I have a simple twisted app that serves “Hello World!” via HTTP protocol. I am trying to run several instances to make use of all processors.
But I mentioned that single twisted app handles much more requests than even 1, 2, or 5 instances of the same app behind the haproxy. I can’t figure out why is this happening.
I run 5000 threads getting / via JMeter. When I run it on 127.0.0.1:9001 it handles each request successfully in 500ms time. When I run it on 127.0.0.1:8080 some of responses are 503 Service Unavailable and some run more than 500ms.
Here is my configuration file:
global
maxconn 500000
user german
defaults
mode http
retries 0
timeout connect 5000ms
timeout client 50000ms
timeout server 50000ms
balance roundrobin
# if something goes wrong with server, redistribute client to a working server
option redispatch
listen http 127.0.0.1:8080
mode http
option httpchk GET / HTTP/1.1
server prototype-local 127.0.0.1:9001 maxconn 0 weight 1 maxqueue 0 cookie server01 check inter 5000 rise 1 fall 3
balance roundrobin
# to see ip's of clients
option forwardfor
option http-server-close
# disable or enable immediate session resource cleaning(useful for chat)
# option nolinger
# inserts cookie to each client requet to identify a process
cookie SWCOMMET insert indirect nocache
# will be enalbed as soon as main server with process crashed :nice fail resistance
option allbackups
Are you kidding ? If an application as simple as a “hello world” responds in 500ms, for sure there is something broken somewhere.
You should check that your server is not swapping (eg: due to a memory leak), which could explain such a huge response time and why it’s even worse when you add haproxy in the chain since both processes would then be affected.
The fact that you get a 503 from haproxy means that it lost the server which failed to respond to health checks. This is in line with the huge response time BTW.
It is also possible that for any reason the application is eating all the CPU and incurs high scheduling latencies to haproxy if it’s bound to the same CPU. You should monitor CPU usage and see on which CPU each process runs (use “top” for this). Ideally you should force haproxy to a specific core (using taskset) and your application to another core. Avoiding thread migrations across cores is critical to achieve high loads, so each new instance will have to run on a dedicated core.
If the server is eating a lot of memory, you should use haproxy’s server maxconn parameter to serialize the requests (and remove maxqueue).
Among the other things I’m seeing in your haproxy config, the global maxconn is huge and does not make much sense, as you’d need around 9 GB of RAM just for haproxy in order to reach this limit. Also, you need to set a maxconn value in your defaults section, as the default value for a frontend is 2000, which probably is lower than what you’re trying.
You should remove “maxconn 0”, “maxqueue 0” and “weight 1” as they’re default and only complicate understanding of the config.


WHAT YOU WILL DO: Return the lines below in which the string "fish" occurs.

Figure record listings:

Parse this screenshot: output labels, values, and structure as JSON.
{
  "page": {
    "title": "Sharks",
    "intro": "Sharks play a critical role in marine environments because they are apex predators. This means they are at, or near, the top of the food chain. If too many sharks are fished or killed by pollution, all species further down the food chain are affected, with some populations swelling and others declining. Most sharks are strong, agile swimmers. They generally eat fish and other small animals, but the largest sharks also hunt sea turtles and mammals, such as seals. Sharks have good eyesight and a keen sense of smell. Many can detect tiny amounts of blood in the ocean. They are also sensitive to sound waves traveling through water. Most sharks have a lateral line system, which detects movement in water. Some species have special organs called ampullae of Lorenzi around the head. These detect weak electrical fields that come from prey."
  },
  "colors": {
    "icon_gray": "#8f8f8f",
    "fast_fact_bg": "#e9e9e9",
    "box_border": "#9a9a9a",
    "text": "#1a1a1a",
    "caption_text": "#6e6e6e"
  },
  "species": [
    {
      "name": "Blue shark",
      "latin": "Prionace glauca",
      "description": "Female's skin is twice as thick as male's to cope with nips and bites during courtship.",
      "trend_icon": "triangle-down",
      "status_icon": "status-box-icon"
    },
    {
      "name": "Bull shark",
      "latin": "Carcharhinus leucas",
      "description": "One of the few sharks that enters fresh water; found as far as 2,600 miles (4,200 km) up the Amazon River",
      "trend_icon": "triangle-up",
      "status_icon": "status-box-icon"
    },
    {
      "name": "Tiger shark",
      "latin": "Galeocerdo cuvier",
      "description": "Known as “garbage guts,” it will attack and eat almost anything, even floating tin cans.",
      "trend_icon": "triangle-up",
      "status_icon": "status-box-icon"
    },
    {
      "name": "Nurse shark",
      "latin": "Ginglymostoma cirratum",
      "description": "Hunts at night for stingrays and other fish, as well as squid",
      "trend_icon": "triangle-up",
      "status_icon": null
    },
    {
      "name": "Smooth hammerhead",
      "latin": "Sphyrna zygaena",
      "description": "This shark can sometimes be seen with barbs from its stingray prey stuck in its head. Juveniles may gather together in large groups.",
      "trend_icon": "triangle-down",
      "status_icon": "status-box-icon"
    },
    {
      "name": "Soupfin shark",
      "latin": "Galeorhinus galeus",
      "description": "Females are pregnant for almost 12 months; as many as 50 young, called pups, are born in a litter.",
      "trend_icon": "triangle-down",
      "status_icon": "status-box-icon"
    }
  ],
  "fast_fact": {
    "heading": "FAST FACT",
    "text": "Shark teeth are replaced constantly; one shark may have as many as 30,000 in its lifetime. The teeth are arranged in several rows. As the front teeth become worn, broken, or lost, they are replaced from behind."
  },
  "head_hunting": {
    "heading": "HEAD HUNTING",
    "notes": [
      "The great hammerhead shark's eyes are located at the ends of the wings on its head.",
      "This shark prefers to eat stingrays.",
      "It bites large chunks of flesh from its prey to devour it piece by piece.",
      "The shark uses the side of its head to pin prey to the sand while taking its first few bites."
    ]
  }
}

RESPONSE TO THIS EXERCISE:
    "intro": "Sharks play a critical role in marine environments because they are apex predators. This means they are at, or near, the top of the food chain. If too many sharks are fished or killed by pollution, all species further down the food chain are affected, with some populations swelling and others declining. Most sharks are strong, agile swimmers. They generally eat fish and other small animals, but the largest sharks also hunt sea turtles and mammals, such as seals. Sharks have good eyesight and a keen sense of smell. Many can detect tiny amounts of blood in the ocean. They are also sensitive to sound waves traveling through water. Most sharks have a lateral line system, which detects movement in water. Some species have special organs called ampullae of Lorenzi around the head. These detect weak electrical fields that come from prey."
      "description": "Hunts at night for stingrays and other fish, as well as squid",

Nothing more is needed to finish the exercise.